[Start of Attachment]

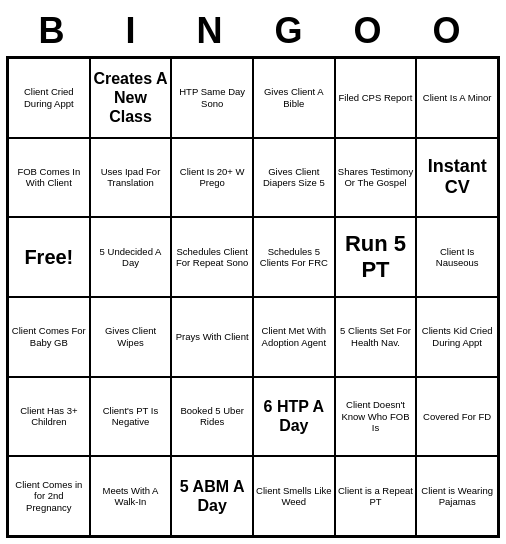  What do you see at coordinates (292, 31) in the screenshot?
I see `title-letter-g: G` at bounding box center [292, 31].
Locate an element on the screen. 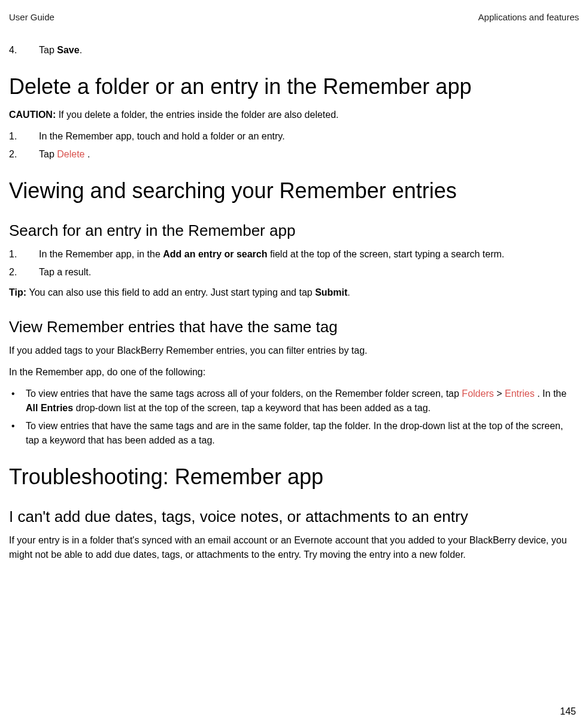 This screenshot has height=726, width=588. step-text: In the Remember app, touch and hold a fo… is located at coordinates (309, 136).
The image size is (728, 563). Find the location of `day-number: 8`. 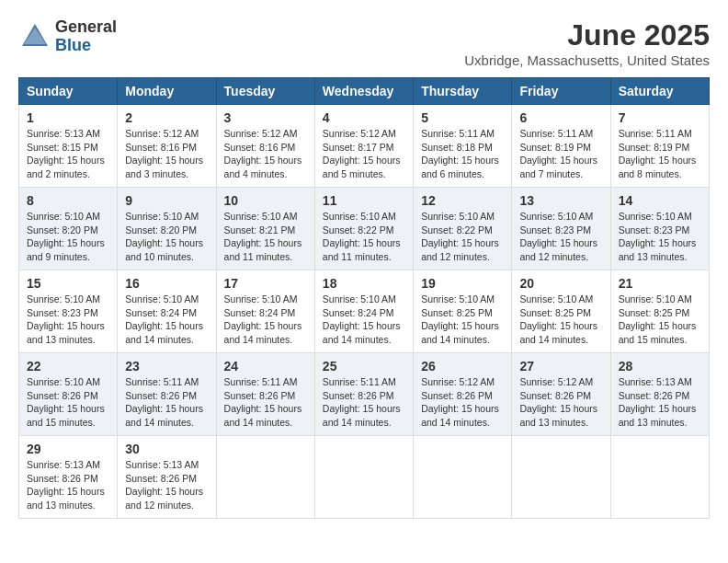

day-number: 8 is located at coordinates (68, 201).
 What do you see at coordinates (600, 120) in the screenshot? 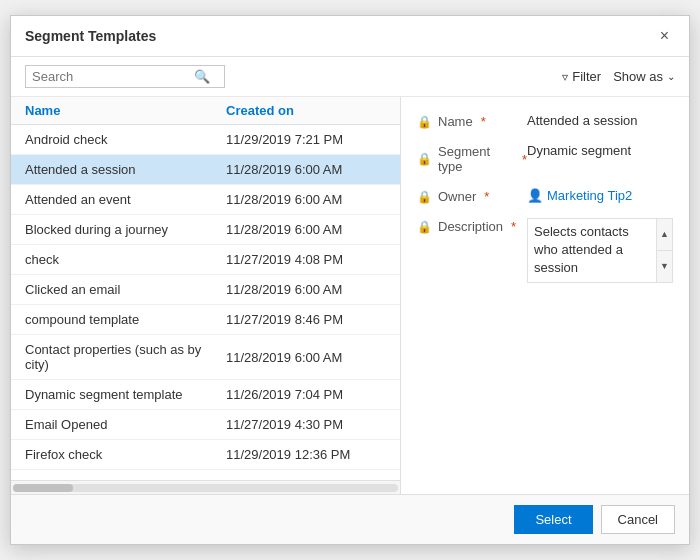
I see `detail-name-value: Attended a session` at bounding box center [600, 120].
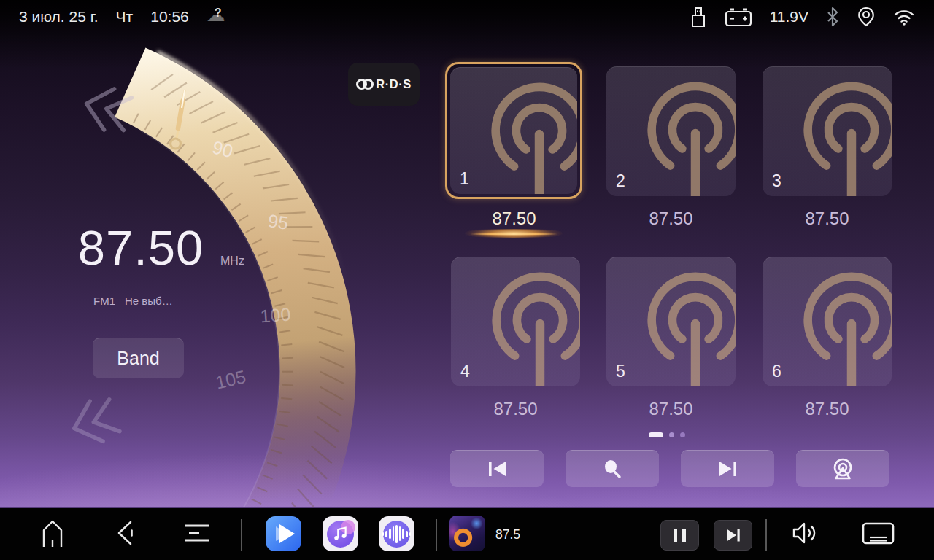 This screenshot has height=560, width=934. I want to click on pause-button, so click(680, 535).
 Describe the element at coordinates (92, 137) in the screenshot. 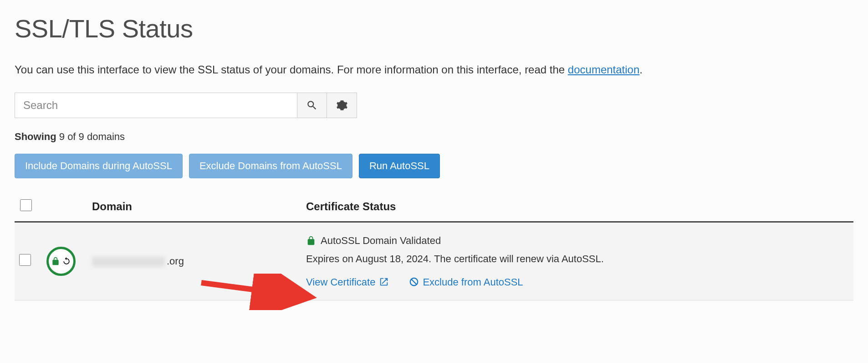

I see `showing-text: 9 of 9 domains` at that location.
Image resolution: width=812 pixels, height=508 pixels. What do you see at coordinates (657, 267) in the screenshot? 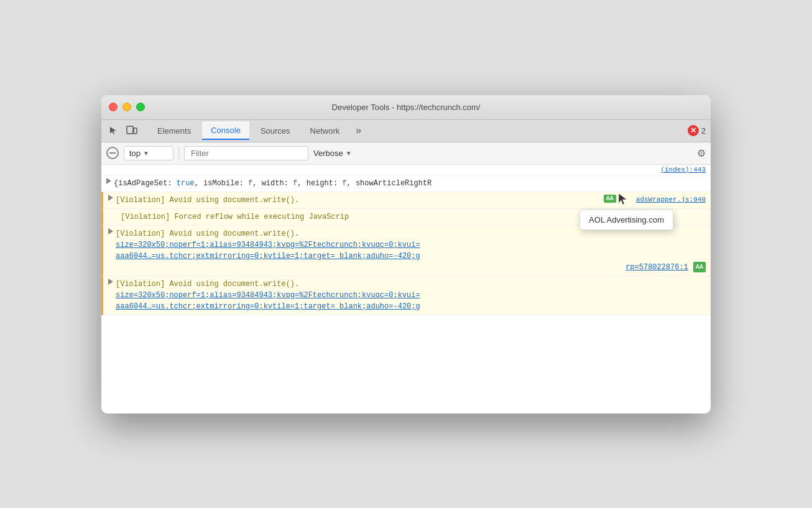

[End of Attachment]

→ TASK DETAILS:
Reproduce the material above exactly, but only from the line with "What do you see at coordinates (600, 120)" through its last line, leaving pictures out.

→ RESPONSE TO THIS TASK:
 What do you see at coordinates (600, 120) in the screenshot? 
I see `detail-name-value: Attended a session` at bounding box center [600, 120].
 This screenshot has height=560, width=934. I want to click on pause-button, so click(680, 535).
 Describe the element at coordinates (92, 137) in the screenshot. 

I see `showing-text: 9 of 9 domains` at that location.
Image resolution: width=812 pixels, height=508 pixels. What do you see at coordinates (657, 267) in the screenshot? 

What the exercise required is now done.